In my previous blog posts I have been focusing on strategies for being more efficient in lease transactions. In this post, let’s drill down on two of my suggestions: (1) well-written agreements; and (2) less one-sided documents.
A poorly-drafted agreement is inherently inefficient. Sloppy drafting should be fixed, which adds time to a transaction, resulting in higher transaction costs. So how about simply not fixing the poorly-drafted document, you ask? “Why, Ms. Attorney, are you wasting time modifying this and that in this agreement we received from the other side?” The significant danger in failing to fix a poorly-drafted document is that the parties will end up with an agreement with provisions that do not reflect a party’s intention or can mean more than one thing, leading to misunderstandings, disagreements, and possibly litigation, much of which could have been avoided (or at least the risk of these unfortunate events could have been minimized). “Cleaning up” a poorly-drafted agreement also creates an agreement that reads well and is understandable by lawyers and non-lawyers alike. On the flip side, not only do your edits add time and cost to a transaction, they can be taken poorly by the other side—the drafter may be offended or patronized—but saving the drafter’s feelings is not a valid reason for not making an edit.
CONTINUE READING . . .
So if your goal is to be more efficient in a lease transaction, lease edits should focus on those that minimize future misunderstandings, disagreements and litigation. Arguably then, one should not waste time making a document “pretty” just for the sake of satisfying the curmudgeonly grammarian in you (guilty as charged). For example, it bothers me when “which” is used when “that” is the proper word, drives me crazy when “therefore” is used when it should be “therefor”, and makes me batty when an agreement says “for good and valuable consideration, the receipt and sufficiency of which is hereby acknowledged”, knowing full well that the receipt and sufficiency are acknowledged. I also want to fix typos and words erroneously capitalized, change “on going” to “ongoing” and “cross-hatched” to “crosshatched”, and bring consistency to formatting and references. (Yes, I am the life of a party when the discussion turns to the use of Oxford comma.)








To the lawyers out there: How many times have you been told that you or the other side is “over-lawyering” the deal? Maybe you’ve made the accusation before. I know I have. That’s because I believe that a good deal-maker must have perspective. Which brings me back to my question whether a deal can be killed by one or both of the attorneys.
Important points in a Landlord audit provision: short deadline after receipt of the reconciliation statement to both request and perform the audit (so Landlord can close its books), confidentiality of the results (so Tenant doesn’t run around telling everyone what it found out), prohibition against contingency fee auditors (so the auditor is not incentivized to find a problem), limit the number of times an audit can be performed as well as the look-back period (keep the audit manageable and reasonable in scope) and, if Landlord agrees to reimburse Tenant for its audit costs if a significant problem is found, make the threshold for error high.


▶ **Task item**: Every record that follows should be copied exactly. No picture belongs in the copy.

Figure dataset records

· · · · · · ·

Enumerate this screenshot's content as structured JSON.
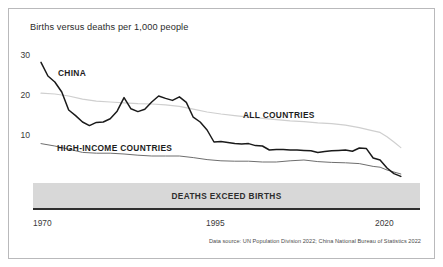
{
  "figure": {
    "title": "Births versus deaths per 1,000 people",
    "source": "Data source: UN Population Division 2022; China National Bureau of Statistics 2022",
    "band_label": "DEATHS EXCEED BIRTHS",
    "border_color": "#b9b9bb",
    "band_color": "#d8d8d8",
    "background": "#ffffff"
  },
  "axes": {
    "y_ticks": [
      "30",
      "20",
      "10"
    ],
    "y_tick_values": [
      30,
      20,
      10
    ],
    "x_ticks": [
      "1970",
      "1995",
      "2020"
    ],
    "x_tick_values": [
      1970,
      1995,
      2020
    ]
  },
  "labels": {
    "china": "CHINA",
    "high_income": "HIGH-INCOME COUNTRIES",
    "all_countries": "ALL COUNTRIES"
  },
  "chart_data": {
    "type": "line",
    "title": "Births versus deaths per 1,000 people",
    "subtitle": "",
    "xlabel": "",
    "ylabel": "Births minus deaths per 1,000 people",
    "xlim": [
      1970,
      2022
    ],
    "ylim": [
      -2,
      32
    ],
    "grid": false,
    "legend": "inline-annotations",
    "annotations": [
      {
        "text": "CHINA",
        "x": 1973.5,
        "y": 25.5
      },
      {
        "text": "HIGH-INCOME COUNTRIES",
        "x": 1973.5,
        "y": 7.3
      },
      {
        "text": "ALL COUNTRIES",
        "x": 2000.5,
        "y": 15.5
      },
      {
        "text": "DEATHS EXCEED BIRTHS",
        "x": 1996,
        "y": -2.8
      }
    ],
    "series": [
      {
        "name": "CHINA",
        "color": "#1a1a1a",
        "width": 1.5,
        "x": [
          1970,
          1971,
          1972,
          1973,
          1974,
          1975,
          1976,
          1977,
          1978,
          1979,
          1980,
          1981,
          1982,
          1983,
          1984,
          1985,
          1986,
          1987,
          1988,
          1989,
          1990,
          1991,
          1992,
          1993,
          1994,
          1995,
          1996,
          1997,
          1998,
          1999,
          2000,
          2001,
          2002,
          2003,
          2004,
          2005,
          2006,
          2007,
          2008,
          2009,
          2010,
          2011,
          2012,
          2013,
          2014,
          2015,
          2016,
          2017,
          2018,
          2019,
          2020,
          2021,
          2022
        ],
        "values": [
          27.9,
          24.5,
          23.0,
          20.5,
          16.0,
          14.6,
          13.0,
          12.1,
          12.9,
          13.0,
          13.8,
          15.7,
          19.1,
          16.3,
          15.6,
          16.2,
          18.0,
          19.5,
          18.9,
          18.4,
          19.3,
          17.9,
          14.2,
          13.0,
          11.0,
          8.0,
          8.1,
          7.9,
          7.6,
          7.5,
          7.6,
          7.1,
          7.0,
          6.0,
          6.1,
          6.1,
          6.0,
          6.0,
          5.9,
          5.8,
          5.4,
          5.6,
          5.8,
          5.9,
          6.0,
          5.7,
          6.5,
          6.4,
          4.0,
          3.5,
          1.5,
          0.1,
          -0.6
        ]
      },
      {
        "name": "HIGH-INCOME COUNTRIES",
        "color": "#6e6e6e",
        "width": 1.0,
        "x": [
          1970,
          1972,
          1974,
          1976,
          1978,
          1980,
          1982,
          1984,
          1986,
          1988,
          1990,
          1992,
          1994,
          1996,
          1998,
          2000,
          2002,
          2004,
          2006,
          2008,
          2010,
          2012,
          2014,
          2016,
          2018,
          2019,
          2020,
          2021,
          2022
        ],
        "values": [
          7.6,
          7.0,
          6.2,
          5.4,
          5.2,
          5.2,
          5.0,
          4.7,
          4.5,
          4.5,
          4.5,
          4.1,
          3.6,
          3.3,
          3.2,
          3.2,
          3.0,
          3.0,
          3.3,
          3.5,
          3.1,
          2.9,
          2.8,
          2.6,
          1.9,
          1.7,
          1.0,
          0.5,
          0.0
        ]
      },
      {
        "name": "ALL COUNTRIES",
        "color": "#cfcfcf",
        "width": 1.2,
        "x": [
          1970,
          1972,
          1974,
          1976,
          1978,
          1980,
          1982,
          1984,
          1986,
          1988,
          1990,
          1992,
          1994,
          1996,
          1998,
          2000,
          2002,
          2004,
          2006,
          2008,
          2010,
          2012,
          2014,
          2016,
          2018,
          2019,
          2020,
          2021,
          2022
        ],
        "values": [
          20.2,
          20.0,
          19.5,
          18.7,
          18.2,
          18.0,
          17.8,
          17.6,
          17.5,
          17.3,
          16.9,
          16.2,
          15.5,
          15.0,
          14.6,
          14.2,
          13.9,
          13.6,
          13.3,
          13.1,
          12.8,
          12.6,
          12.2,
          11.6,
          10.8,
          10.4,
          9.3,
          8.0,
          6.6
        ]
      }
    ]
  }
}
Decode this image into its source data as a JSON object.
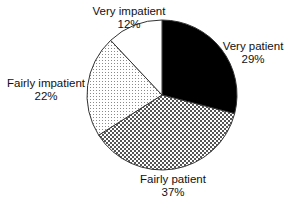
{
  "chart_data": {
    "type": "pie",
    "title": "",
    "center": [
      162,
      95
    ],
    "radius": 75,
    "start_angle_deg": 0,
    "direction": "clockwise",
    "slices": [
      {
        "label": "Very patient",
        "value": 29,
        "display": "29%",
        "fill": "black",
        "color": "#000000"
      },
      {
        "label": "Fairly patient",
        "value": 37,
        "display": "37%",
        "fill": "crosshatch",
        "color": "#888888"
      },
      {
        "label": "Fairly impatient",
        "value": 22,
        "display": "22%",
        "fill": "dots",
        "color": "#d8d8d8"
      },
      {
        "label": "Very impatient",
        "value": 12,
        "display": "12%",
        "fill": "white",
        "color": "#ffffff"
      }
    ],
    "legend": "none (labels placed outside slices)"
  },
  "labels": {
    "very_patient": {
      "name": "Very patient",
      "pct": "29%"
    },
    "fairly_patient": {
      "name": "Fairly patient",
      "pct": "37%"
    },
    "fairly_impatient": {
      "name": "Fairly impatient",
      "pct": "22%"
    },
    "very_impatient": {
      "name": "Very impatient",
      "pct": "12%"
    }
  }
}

· · · · · · ·

▶ **Result of the task**:
Enumerate this screenshot's content as structured JSON.
{
  "figure": {
    "title": "Births versus deaths per 1,000 people",
    "source": "Data source: UN Population Division 2022; China National Bureau of Statistics 2022",
    "band_label": "DEATHS EXCEED BIRTHS",
    "border_color": "#b9b9bb",
    "band_color": "#d8d8d8",
    "background": "#ffffff"
  },
  "axes": {
    "y_ticks": [
      "30",
      "20",
      "10"
    ],
    "y_tick_values": [
      30,
      20,
      10
    ],
    "x_ticks": [
      "1970",
      "1995",
      "2020"
    ],
    "x_tick_values": [
      1970,
      1995,
      2020
    ]
  },
  "labels": {
    "china": "CHINA",
    "high_income": "HIGH-INCOME COUNTRIES",
    "all_countries": "ALL COUNTRIES"
  },
  "chart_data": {
    "type": "line",
    "title": "Births versus deaths per 1,000 people",
    "subtitle": "",
    "xlabel": "",
    "ylabel": "Births minus deaths per 1,000 people",
    "xlim": [
      1970,
      2022
    ],
    "ylim": [
      -2,
      32
    ],
    "grid": false,
    "legend": "inline-annotations",
    "annotations": [
      {
        "text": "CHINA",
        "x": 1973.5,
        "y": 25.5
      },
      {
        "text": "HIGH-INCOME COUNTRIES",
        "x": 1973.5,
        "y": 7.3
      },
      {
        "text": "ALL COUNTRIES",
        "x": 2000.5,
        "y": 15.5
      },
      {
        "text": "DEATHS EXCEED BIRTHS",
        "x": 1996,
        "y": -2.8
      }
    ],
    "series": [
      {
        "name": "CHINA",
        "color": "#1a1a1a",
        "width": 1.5,
        "x": [
          1970,
          1971,
          1972,
          1973,
          1974,
          1975,
          1976,
          1977,
          1978,
          1979,
          1980,
          1981,
          1982,
          1983,
          1984,
          1985,
          1986,
          1987,
          1988,
          1989,
          1990,
          1991,
          1992,
          1993,
          1994,
          1995,
          1996,
          1997,
          1998,
          1999,
          2000,
          2001,
          2002,
          2003,
          2004,
          2005,
          2006,
          2007,
          2008,
          2009,
          2010,
          2011,
          2012,
          2013,
          2014,
          2015,
          2016,
          2017,
          2018,
          2019,
          2020,
          2021,
          2022
        ],
        "values": [
          27.9,
          24.5,
          23.0,
          20.5,
          16.0,
          14.6,
          13.0,
          12.1,
          12.9,
          13.0,
          13.8,
          15.7,
          19.1,
          16.3,
          15.6,
          16.2,
          18.0,
          19.5,
          18.9,
          18.4,
          19.3,
          17.9,
          14.2,
          13.0,
          11.0,
          8.0,
          8.1,
          7.9,
          7.6,
          7.5,
          7.6,
          7.1,
          7.0,
          6.0,
          6.1,
          6.1,
          6.0,
          6.0,
          5.9,
          5.8,
          5.4,
          5.6,
          5.8,
          5.9,
          6.0,
          5.7,
          6.5,
          6.4,
          4.0,
          3.5,
          1.5,
          0.1,
          -0.6
        ]
      },
      {
        "name": "HIGH-INCOME COUNTRIES",
        "color": "#6e6e6e",
        "width": 1.0,
        "x": [
          1970,
          1972,
          1974,
          1976,
          1978,
          1980,
          1982,
          1984,
          1986,
          1988,
          1990,
          1992,
          1994,
          1996,
          1998,
          2000,
          2002,
          2004,
          2006,
          2008,
          2010,
          2012,
          2014,
          2016,
          2018,
          2019,
          2020,
          2021,
          2022
        ],
        "values": [
          7.6,
          7.0,
          6.2,
          5.4,
          5.2,
          5.2,
          5.0,
          4.7,
          4.5,
          4.5,
          4.5,
          4.1,
          3.6,
          3.3,
          3.2,
          3.2,
          3.0,
          3.0,
          3.3,
          3.5,
          3.1,
          2.9,
          2.8,
          2.6,
          1.9,
          1.7,
          1.0,
          0.5,
          0.0
        ]
      },
      {
        "name": "ALL COUNTRIES",
        "color": "#cfcfcf",
        "width": 1.2,
        "x": [
          1970,
          1972,
          1974,
          1976,
          1978,
          1980,
          1982,
          1984,
          1986,
          1988,
          1990,
          1992,
          1994,
          1996,
          1998,
          2000,
          2002,
          2004,
          2006,
          2008,
          2010,
          2012,
          2014,
          2016,
          2018,
          2019,
          2020,
          2021,
          2022
        ],
        "values": [
          20.2,
          20.0,
          19.5,
          18.7,
          18.2,
          18.0,
          17.8,
          17.6,
          17.5,
          17.3,
          16.9,
          16.2,
          15.5,
          15.0,
          14.6,
          14.2,
          13.9,
          13.6,
          13.3,
          13.1,
          12.8,
          12.6,
          12.2,
          11.6,
          10.8,
          10.4,
          9.3,
          8.0,
          6.6
        ]
      }
    ]
  }
}
Decode this image into its source data as a JSON object.
{
  "chart_data": {
    "type": "pie",
    "title": "",
    "center": [
      162,
      95
    ],
    "radius": 75,
    "start_angle_deg": 0,
    "direction": "clockwise",
    "slices": [
      {
        "label": "Very patient",
        "value": 29,
        "display": "29%",
        "fill": "black",
        "color": "#000000"
      },
      {
        "label": "Fairly patient",
        "value": 37,
        "display": "37%",
        "fill": "crosshatch",
        "color": "#888888"
      },
      {
        "label": "Fairly impatient",
        "value": 22,
        "display": "22%",
        "fill": "dots",
        "color": "#d8d8d8"
      },
      {
        "label": "Very impatient",
        "value": 12,
        "display": "12%",
        "fill": "white",
        "color": "#ffffff"
      }
    ],
    "legend": "none (labels placed outside slices)"
  },
  "labels": {
    "very_patient": {
      "name": "Very patient",
      "pct": "29%"
    },
    "fairly_patient": {
      "name": "Fairly patient",
      "pct": "37%"
    },
    "fairly_impatient": {
      "name": "Fairly impatient",
      "pct": "22%"
    },
    "very_impatient": {
      "name": "Very impatient",
      "pct": "12%"
    }
  }
}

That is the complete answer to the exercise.